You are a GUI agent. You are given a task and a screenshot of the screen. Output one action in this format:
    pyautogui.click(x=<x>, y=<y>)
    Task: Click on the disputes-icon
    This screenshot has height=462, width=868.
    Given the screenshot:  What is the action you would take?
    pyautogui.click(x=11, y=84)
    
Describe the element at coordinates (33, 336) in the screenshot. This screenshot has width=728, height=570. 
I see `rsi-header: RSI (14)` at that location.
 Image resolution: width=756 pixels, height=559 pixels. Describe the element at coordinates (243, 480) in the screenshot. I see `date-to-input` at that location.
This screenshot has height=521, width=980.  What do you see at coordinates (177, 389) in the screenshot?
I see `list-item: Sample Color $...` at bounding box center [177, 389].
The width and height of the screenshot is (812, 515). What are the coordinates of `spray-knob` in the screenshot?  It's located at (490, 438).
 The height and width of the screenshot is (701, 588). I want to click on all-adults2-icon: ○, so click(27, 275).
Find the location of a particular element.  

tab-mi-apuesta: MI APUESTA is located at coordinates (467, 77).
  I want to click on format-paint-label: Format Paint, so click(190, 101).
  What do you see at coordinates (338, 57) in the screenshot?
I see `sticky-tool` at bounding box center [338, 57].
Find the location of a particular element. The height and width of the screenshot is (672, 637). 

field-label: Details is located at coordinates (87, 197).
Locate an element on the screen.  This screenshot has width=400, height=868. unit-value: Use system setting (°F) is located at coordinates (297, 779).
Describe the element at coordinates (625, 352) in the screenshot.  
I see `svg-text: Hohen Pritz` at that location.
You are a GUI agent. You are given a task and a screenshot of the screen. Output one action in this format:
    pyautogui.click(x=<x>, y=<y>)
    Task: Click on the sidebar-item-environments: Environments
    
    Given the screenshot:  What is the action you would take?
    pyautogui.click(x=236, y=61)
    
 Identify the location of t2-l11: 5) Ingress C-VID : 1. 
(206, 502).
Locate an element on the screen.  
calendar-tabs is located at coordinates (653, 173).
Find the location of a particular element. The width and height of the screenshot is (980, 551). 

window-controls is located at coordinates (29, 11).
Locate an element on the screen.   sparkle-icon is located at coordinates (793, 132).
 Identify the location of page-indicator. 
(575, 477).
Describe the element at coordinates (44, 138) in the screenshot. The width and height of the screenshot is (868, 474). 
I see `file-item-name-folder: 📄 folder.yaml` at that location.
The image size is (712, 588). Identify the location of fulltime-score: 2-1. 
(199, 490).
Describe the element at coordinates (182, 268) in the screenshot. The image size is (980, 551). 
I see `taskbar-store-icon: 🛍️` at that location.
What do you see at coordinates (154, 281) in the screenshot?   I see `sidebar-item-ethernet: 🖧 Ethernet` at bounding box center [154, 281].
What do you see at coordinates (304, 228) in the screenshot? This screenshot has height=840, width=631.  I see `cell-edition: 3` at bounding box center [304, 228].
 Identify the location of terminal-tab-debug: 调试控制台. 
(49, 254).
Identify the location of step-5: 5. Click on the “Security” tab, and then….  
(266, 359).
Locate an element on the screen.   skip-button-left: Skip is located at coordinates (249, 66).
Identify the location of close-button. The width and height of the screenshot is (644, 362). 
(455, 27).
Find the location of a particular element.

□ □ □ □

The only acceptable answer is the full set of entries, repeated exactly.

» **EXERCISE RESULT**
You are a GUI agent. You are given a task and a screenshot of the screen. Output one action in this format:
    pyautogui.click(x=<x>, y=<y>)
    Task: Click on the disputes-icon
    This screenshot has height=462, width=868.
    Given the screenshot:  What is the action you would take?
    pyautogui.click(x=11, y=84)
    
Describe the element at coordinates (33, 336) in the screenshot. This screenshot has width=728, height=570. 
I see `rsi-header: RSI (14)` at that location.
 Image resolution: width=756 pixels, height=559 pixels. Describe the element at coordinates (243, 480) in the screenshot. I see `date-to-input` at that location.
This screenshot has height=521, width=980.  What do you see at coordinates (177, 389) in the screenshot?
I see `list-item: Sample Color $...` at bounding box center [177, 389].
The width and height of the screenshot is (812, 515). What are the coordinates of `spray-knob` in the screenshot?  It's located at (490, 438).
 The height and width of the screenshot is (701, 588). I want to click on all-adults2-icon: ○, so click(27, 275).
Find the location of a particular element.  

tab-mi-apuesta: MI APUESTA is located at coordinates (467, 77).
  I want to click on format-paint-label: Format Paint, so click(190, 101).
  What do you see at coordinates (338, 57) in the screenshot?
I see `sticky-tool` at bounding box center [338, 57].
Find the location of a particular element. The height and width of the screenshot is (672, 637). 

field-label: Details is located at coordinates (87, 197).
Locate an element on the screen.  This screenshot has width=400, height=868. unit-value: Use system setting (°F) is located at coordinates (297, 779).
Describe the element at coordinates (625, 352) in the screenshot.  
I see `svg-text: Hohen Pritz` at that location.
You are a GUI agent. You are given a task and a screenshot of the screen. Output one action in this format:
    pyautogui.click(x=<x>, y=<y>)
    Task: Click on the sidebar-item-environments: Environments
    
    Given the screenshot:  What is the action you would take?
    pyautogui.click(x=236, y=61)
    
 Identify the location of t2-l11: 5) Ingress C-VID : 1. 
(206, 502).
Locate an element on the screen.  
calendar-tabs is located at coordinates (653, 173).
Find the location of a particular element. The width and height of the screenshot is (980, 551). 

window-controls is located at coordinates (29, 11).
Locate an element on the screen.   sparkle-icon is located at coordinates (793, 132).
 Identify the location of page-indicator. 
(575, 477).
Describe the element at coordinates (44, 138) in the screenshot. The width and height of the screenshot is (868, 474). 
I see `file-item-name-folder: 📄 folder.yaml` at that location.
The image size is (712, 588). Identify the location of fulltime-score: 2-1. 
(199, 490).
Describe the element at coordinates (182, 268) in the screenshot. The image size is (980, 551). 
I see `taskbar-store-icon: 🛍️` at that location.
What do you see at coordinates (154, 281) in the screenshot?   I see `sidebar-item-ethernet: 🖧 Ethernet` at bounding box center [154, 281].
What do you see at coordinates (304, 228) in the screenshot? This screenshot has height=840, width=631.  I see `cell-edition: 3` at bounding box center [304, 228].
 Identify the location of terminal-tab-debug: 调试控制台. 
(49, 254).
Identify the location of step-5: 5. Click on the “Security” tab, and then….  
(266, 359).
Locate an element on the screen.   skip-button-left: Skip is located at coordinates (249, 66).
Identify the location of close-button. The width and height of the screenshot is (644, 362). 
(455, 27).
Find the location of a particular element.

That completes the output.